Divorce is one instance in which I let something, a lot of things, go. I haven’t found a new romantic relationship since my marriage broke up. I’ve been told repeatedly from a variety of perspectives that it’s because I can’t let go, that I can’t move on the way I need to do. I have spent a lot of time, money, and emotional anguish to receive that opinion. (He has moved on to new trophy wife and baby. Does that make him more successful at coping with life than I am? And oh yeah, that means he’s not alone.) I am constantly abjured by people who are supposed to be my close friends that I do not appreciate the virtues of aloneness. Recently I read that we should not keep objects and letters from prior relationships, indeed prior periods of our lives, so we can move on and not be held back by memories. But should I jettison thirty years of my life? Am I obligated to do that as part of divorce? Should I jettison memories of the experiences that make me who I am? Another recent resolution is to stop feeling guilty about and apologizing for not wanting to be alone.

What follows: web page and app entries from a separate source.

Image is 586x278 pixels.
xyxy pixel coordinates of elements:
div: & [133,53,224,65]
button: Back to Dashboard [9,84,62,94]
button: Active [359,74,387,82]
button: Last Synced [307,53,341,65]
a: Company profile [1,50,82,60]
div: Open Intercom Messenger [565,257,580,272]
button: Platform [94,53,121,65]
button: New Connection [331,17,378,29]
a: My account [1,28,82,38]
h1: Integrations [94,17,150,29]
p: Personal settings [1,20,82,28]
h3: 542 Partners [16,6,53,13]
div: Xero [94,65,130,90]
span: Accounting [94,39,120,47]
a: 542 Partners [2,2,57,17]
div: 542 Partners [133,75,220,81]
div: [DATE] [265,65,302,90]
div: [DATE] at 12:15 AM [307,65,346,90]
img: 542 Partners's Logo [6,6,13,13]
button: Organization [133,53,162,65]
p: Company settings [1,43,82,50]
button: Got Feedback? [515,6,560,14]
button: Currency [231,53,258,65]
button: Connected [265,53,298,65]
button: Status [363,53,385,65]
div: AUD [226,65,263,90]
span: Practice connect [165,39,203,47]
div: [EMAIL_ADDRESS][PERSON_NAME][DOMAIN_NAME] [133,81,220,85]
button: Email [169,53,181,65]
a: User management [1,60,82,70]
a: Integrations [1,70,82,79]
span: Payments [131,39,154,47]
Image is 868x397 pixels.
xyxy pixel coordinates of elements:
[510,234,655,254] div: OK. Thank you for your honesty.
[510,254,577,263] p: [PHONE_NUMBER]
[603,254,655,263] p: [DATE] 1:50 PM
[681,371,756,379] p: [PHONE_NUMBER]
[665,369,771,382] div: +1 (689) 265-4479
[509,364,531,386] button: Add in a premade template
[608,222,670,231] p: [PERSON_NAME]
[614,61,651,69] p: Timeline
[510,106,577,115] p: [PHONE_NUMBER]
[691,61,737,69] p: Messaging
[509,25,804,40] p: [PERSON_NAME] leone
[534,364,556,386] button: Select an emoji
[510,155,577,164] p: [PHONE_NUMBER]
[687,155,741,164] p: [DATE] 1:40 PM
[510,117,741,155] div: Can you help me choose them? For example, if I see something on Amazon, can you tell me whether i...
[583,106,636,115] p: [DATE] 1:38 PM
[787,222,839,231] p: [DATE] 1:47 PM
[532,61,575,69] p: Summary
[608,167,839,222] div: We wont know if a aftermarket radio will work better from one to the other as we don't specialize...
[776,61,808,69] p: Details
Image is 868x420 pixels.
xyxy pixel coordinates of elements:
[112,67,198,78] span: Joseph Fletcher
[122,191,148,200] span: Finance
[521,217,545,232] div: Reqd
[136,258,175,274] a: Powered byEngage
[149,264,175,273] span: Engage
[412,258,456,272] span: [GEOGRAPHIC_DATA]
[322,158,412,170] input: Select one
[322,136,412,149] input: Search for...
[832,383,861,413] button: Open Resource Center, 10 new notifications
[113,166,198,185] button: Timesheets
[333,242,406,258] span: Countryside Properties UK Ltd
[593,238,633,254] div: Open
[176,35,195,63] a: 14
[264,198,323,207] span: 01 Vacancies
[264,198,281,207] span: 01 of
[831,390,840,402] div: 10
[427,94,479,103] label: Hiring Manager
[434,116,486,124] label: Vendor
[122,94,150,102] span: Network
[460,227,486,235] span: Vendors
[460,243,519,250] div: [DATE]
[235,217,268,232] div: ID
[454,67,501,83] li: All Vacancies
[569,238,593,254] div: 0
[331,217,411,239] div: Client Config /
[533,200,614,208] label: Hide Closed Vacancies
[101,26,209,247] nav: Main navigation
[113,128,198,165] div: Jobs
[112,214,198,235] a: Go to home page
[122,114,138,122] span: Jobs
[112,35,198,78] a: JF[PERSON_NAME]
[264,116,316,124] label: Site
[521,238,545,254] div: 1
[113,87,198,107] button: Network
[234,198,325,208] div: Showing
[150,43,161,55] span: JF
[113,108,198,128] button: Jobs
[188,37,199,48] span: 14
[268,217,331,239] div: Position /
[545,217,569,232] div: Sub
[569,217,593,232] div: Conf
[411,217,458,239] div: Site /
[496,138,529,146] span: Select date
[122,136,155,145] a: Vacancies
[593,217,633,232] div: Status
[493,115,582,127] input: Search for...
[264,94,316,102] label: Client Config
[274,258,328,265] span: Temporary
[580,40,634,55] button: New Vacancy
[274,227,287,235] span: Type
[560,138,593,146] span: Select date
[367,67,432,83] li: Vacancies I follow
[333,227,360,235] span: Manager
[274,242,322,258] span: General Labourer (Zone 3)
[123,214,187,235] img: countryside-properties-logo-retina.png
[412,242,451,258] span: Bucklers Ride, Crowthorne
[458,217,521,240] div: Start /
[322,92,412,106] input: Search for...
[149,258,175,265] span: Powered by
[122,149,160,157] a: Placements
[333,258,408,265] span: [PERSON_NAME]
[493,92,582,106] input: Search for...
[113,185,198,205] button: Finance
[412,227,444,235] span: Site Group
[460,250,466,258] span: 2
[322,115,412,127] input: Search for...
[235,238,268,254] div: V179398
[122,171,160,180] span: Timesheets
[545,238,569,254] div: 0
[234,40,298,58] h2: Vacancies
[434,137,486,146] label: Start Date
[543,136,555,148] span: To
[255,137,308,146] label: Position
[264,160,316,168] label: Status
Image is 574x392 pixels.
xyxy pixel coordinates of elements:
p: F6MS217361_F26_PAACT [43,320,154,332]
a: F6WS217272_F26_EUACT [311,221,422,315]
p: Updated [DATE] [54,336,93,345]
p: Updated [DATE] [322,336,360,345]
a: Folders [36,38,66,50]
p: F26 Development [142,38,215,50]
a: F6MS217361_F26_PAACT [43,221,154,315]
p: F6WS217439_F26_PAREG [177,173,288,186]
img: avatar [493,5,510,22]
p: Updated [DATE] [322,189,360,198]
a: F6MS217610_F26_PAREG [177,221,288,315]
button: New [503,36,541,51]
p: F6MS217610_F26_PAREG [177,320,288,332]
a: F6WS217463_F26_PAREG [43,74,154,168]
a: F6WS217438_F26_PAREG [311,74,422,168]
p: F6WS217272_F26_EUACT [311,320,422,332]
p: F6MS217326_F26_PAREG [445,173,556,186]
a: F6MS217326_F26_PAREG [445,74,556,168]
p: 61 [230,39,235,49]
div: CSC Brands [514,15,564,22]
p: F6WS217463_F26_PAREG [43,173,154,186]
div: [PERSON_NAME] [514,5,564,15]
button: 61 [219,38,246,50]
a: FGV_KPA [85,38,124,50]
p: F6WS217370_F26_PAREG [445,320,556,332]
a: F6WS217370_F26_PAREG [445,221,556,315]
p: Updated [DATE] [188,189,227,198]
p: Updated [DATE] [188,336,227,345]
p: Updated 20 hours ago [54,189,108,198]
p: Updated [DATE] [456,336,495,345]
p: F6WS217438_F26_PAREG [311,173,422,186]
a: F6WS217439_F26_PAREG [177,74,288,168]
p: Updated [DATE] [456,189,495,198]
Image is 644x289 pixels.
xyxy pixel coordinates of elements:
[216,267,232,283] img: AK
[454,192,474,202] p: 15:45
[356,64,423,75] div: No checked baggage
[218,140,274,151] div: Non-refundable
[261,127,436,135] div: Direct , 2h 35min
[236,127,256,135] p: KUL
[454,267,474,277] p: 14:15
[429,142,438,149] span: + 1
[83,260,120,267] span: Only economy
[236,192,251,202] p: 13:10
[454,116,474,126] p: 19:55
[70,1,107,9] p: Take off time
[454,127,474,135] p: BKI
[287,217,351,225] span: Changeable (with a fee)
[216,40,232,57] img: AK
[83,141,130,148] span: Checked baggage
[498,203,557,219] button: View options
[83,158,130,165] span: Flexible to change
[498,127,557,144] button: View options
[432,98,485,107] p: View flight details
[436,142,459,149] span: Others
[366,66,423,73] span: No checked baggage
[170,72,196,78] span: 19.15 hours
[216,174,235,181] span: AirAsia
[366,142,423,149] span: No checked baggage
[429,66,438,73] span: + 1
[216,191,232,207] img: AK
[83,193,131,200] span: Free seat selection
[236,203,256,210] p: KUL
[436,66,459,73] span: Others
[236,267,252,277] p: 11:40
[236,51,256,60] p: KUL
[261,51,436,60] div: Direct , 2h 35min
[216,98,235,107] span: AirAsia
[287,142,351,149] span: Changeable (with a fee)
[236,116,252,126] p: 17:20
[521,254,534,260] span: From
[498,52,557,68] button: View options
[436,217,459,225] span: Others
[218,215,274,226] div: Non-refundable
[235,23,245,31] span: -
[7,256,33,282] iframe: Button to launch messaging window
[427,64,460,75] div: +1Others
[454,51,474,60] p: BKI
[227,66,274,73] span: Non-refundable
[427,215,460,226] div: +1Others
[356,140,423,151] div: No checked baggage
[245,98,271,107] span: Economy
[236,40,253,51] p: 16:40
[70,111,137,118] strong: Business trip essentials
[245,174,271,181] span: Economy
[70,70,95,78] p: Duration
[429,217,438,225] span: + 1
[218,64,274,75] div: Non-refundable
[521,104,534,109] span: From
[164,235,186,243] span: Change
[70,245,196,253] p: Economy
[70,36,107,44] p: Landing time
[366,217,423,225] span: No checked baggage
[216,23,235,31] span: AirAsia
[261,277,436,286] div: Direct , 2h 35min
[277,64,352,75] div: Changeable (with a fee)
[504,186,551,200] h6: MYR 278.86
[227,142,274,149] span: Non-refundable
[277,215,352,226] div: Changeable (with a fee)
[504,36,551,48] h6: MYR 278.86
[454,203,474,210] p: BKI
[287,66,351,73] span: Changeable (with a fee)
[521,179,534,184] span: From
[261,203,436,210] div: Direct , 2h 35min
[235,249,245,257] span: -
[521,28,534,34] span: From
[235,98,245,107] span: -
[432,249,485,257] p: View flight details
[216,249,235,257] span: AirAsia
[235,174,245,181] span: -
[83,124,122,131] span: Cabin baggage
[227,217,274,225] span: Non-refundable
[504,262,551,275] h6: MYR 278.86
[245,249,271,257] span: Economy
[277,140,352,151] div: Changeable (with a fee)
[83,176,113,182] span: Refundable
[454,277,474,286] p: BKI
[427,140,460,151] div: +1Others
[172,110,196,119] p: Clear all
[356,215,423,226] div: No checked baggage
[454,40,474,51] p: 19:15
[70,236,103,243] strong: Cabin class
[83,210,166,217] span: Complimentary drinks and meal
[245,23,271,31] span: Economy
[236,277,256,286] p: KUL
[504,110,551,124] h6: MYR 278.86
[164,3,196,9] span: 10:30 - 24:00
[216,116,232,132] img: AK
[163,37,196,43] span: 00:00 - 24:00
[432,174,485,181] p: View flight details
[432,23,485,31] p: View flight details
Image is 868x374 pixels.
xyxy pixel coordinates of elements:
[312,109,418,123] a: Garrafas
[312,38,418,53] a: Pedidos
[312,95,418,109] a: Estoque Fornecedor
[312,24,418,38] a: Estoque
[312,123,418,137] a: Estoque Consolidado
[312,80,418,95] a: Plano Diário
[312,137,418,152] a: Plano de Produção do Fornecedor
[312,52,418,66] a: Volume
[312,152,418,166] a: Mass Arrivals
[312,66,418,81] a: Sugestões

A large part of my love for history comes from my maternal grandmother who was the family historian by inclination. She held on to photos, newspaper clippings, small souvenirs, possessions and stories when no one else did. She remembered everyone’s name and dates and lives; in many cases, her memories were all that remained of another person’s existence. But her advice in times of difficulty was always: “Never look back.” Is that as contradictory as it might seem on the surface? How is it possible to do both of these things? Why is “never look back” sage advice? Does history not have valuable lessons, models, and examples for our present existence whether at the personal or cultural level? If memory is limiting, why is the human mind programmed to remember?

Without memories, whether they take the tangible form of possessions or the intangible form of emotions, what do we have? What then constitutes our existence? Cogito ergo sum: I think, therefore I am. I think, therefore I feel. I remember, therefore I feel. I remember, therefore I am. If we jettison thoughts and the emotions they conjure, or objects and the memories they evoke, what then remains?

Sabrina Baron grew up in the tobacco culture of rural Kentucky, but left to study history at the University of Chicago, where she completed a PhD. She has since travelled to and lived in a number of places in Europe and the US and has attempted to make a career teaching and writing history.